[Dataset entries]

+++

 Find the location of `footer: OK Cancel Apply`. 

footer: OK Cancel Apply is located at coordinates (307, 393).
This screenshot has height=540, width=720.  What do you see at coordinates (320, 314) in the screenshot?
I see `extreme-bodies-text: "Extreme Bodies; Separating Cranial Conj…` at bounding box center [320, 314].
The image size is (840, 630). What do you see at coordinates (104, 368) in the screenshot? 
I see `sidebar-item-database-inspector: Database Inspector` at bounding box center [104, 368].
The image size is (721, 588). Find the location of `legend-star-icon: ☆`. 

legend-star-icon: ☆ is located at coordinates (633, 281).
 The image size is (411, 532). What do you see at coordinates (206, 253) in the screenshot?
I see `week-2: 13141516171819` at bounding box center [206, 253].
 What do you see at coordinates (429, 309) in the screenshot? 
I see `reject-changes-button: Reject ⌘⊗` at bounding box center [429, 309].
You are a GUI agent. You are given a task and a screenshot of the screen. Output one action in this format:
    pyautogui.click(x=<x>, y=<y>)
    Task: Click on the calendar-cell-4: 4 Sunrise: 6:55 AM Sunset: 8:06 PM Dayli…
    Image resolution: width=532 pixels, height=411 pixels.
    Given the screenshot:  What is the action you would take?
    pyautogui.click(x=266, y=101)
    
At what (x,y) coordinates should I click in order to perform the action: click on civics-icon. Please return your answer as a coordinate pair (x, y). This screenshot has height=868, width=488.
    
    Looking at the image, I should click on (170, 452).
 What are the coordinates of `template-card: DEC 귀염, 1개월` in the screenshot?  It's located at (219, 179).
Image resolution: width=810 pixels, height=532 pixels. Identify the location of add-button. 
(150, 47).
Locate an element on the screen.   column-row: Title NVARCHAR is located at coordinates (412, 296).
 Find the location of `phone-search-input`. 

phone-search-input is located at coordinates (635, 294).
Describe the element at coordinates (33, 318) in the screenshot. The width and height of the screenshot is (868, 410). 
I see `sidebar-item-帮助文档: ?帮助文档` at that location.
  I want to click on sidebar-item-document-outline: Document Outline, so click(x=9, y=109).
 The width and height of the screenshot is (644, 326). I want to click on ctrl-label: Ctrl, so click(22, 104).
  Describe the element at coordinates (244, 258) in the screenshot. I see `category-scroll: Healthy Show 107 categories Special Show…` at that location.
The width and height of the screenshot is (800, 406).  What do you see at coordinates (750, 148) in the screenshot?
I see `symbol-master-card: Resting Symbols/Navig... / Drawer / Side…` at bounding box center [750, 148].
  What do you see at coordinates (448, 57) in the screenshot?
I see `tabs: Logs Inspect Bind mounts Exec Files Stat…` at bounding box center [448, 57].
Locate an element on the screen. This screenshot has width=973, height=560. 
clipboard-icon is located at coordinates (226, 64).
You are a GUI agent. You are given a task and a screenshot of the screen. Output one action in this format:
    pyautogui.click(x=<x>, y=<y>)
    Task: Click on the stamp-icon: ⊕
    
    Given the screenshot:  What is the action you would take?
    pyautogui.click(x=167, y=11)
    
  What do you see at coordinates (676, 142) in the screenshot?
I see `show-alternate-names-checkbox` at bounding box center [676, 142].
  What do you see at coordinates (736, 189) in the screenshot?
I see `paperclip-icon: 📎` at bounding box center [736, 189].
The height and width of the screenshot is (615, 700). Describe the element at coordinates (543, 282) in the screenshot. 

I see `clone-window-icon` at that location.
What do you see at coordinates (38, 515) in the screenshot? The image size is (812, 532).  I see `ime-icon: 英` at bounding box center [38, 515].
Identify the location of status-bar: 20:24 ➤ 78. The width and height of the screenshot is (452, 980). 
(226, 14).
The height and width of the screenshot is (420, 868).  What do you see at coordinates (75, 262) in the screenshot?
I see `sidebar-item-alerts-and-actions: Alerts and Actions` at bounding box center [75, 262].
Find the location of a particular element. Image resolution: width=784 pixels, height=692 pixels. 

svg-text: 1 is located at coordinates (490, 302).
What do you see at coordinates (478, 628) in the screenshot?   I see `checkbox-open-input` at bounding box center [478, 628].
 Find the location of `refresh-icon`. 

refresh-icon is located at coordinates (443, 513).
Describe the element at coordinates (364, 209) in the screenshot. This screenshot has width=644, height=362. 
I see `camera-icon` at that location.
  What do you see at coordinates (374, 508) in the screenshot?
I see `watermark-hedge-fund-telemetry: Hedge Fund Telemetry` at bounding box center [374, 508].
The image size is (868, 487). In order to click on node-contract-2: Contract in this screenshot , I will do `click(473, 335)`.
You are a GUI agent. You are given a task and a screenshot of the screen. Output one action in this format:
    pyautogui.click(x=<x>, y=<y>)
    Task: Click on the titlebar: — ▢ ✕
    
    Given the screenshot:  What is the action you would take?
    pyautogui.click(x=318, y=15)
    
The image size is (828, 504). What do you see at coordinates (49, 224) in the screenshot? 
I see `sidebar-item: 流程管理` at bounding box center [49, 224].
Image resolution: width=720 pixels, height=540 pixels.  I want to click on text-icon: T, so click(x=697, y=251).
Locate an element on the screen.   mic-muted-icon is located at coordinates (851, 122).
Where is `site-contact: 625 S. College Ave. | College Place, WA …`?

+++

**YOUR TASK**:
When you write the entries out again, keep every word and mark exactly as it is.

**RESPONSE**:
 Find the location of `footer: OK Cancel Apply`. 

footer: OK Cancel Apply is located at coordinates (307, 393).
This screenshot has height=540, width=720.  What do you see at coordinates (320, 314) in the screenshot?
I see `extreme-bodies-text: "Extreme Bodies; Separating Cranial Conj…` at bounding box center [320, 314].
The image size is (840, 630). What do you see at coordinates (104, 368) in the screenshot? 
I see `sidebar-item-database-inspector: Database Inspector` at bounding box center [104, 368].
The image size is (721, 588). Find the location of `legend-star-icon: ☆`. 

legend-star-icon: ☆ is located at coordinates (633, 281).
 The image size is (411, 532). What do you see at coordinates (206, 253) in the screenshot?
I see `week-2: 13141516171819` at bounding box center [206, 253].
 What do you see at coordinates (429, 309) in the screenshot? 
I see `reject-changes-button: Reject ⌘⊗` at bounding box center [429, 309].
You are a GUI agent. You are given a task and a screenshot of the screen. Output one action in this format:
    pyautogui.click(x=<x>, y=<y>)
    Task: Click on the calendar-cell-4: 4 Sunrise: 6:55 AM Sunset: 8:06 PM Dayli…
    Image resolution: width=532 pixels, height=411 pixels.
    Given the screenshot:  What is the action you would take?
    pyautogui.click(x=266, y=101)
    
At what (x,y) coordinates should I click in order to perform the action: click on civics-icon. Please return your answer as a coordinate pair (x, y). This screenshot has height=868, width=488.
    
    Looking at the image, I should click on (170, 452).
 What are the coordinates of `template-card: DEC 귀염, 1개월` in the screenshot?  It's located at (219, 179).
Image resolution: width=810 pixels, height=532 pixels. Identify the location of add-button. 
(150, 47).
Locate an element on the screen.   column-row: Title NVARCHAR is located at coordinates (412, 296).
 Find the location of `phone-search-input`. 

phone-search-input is located at coordinates (635, 294).
Describe the element at coordinates (33, 318) in the screenshot. The width and height of the screenshot is (868, 410). 
I see `sidebar-item-帮助文档: ?帮助文档` at that location.
  I want to click on sidebar-item-document-outline: Document Outline, so click(x=9, y=109).
 The width and height of the screenshot is (644, 326). I want to click on ctrl-label: Ctrl, so click(22, 104).
  Describe the element at coordinates (244, 258) in the screenshot. I see `category-scroll: Healthy Show 107 categories Special Show…` at that location.
The width and height of the screenshot is (800, 406).  What do you see at coordinates (750, 148) in the screenshot?
I see `symbol-master-card: Resting Symbols/Navig... / Drawer / Side…` at bounding box center [750, 148].
  What do you see at coordinates (448, 57) in the screenshot?
I see `tabs: Logs Inspect Bind mounts Exec Files Stat…` at bounding box center [448, 57].
Locate an element on the screen. This screenshot has width=973, height=560. 
clipboard-icon is located at coordinates (226, 64).
You are a GUI agent. You are given a task and a screenshot of the screen. Output one action in this format:
    pyautogui.click(x=<x>, y=<y>)
    Task: Click on the stamp-icon: ⊕
    
    Given the screenshot:  What is the action you would take?
    pyautogui.click(x=167, y=11)
    
  What do you see at coordinates (676, 142) in the screenshot?
I see `show-alternate-names-checkbox` at bounding box center [676, 142].
  What do you see at coordinates (736, 189) in the screenshot?
I see `paperclip-icon: 📎` at bounding box center [736, 189].
The height and width of the screenshot is (615, 700). Describe the element at coordinates (543, 282) in the screenshot. 

I see `clone-window-icon` at that location.
What do you see at coordinates (38, 515) in the screenshot? The image size is (812, 532).  I see `ime-icon: 英` at bounding box center [38, 515].
Identify the location of status-bar: 20:24 ➤ 78. The width and height of the screenshot is (452, 980). 
(226, 14).
The height and width of the screenshot is (420, 868).  What do you see at coordinates (75, 262) in the screenshot?
I see `sidebar-item-alerts-and-actions: Alerts and Actions` at bounding box center [75, 262].
Find the location of a particular element. Image resolution: width=784 pixels, height=692 pixels. 

svg-text: 1 is located at coordinates (490, 302).
What do you see at coordinates (478, 628) in the screenshot?   I see `checkbox-open-input` at bounding box center [478, 628].
 Find the location of `refresh-icon`. 

refresh-icon is located at coordinates (443, 513).
Describe the element at coordinates (364, 209) in the screenshot. This screenshot has width=644, height=362. 
I see `camera-icon` at that location.
  What do you see at coordinates (374, 508) in the screenshot?
I see `watermark-hedge-fund-telemetry: Hedge Fund Telemetry` at bounding box center [374, 508].
The image size is (868, 487). In order to click on node-contract-2: Contract in this screenshot , I will do `click(473, 335)`.
You are a GUI agent. You are given a task and a screenshot of the screen. Output one action in this format:
    pyautogui.click(x=<x>, y=<y>)
    Task: Click on the titlebar: — ▢ ✕
    
    Given the screenshot:  What is the action you would take?
    pyautogui.click(x=318, y=15)
    
The image size is (828, 504). What do you see at coordinates (49, 224) in the screenshot? 
I see `sidebar-item: 流程管理` at bounding box center [49, 224].
Image resolution: width=720 pixels, height=540 pixels.  I want to click on text-icon: T, so click(x=697, y=251).
Locate an element on the screen.   mic-muted-icon is located at coordinates (851, 122).
Where is `site-contact: 625 S. College Ave. | College Place, WA …`?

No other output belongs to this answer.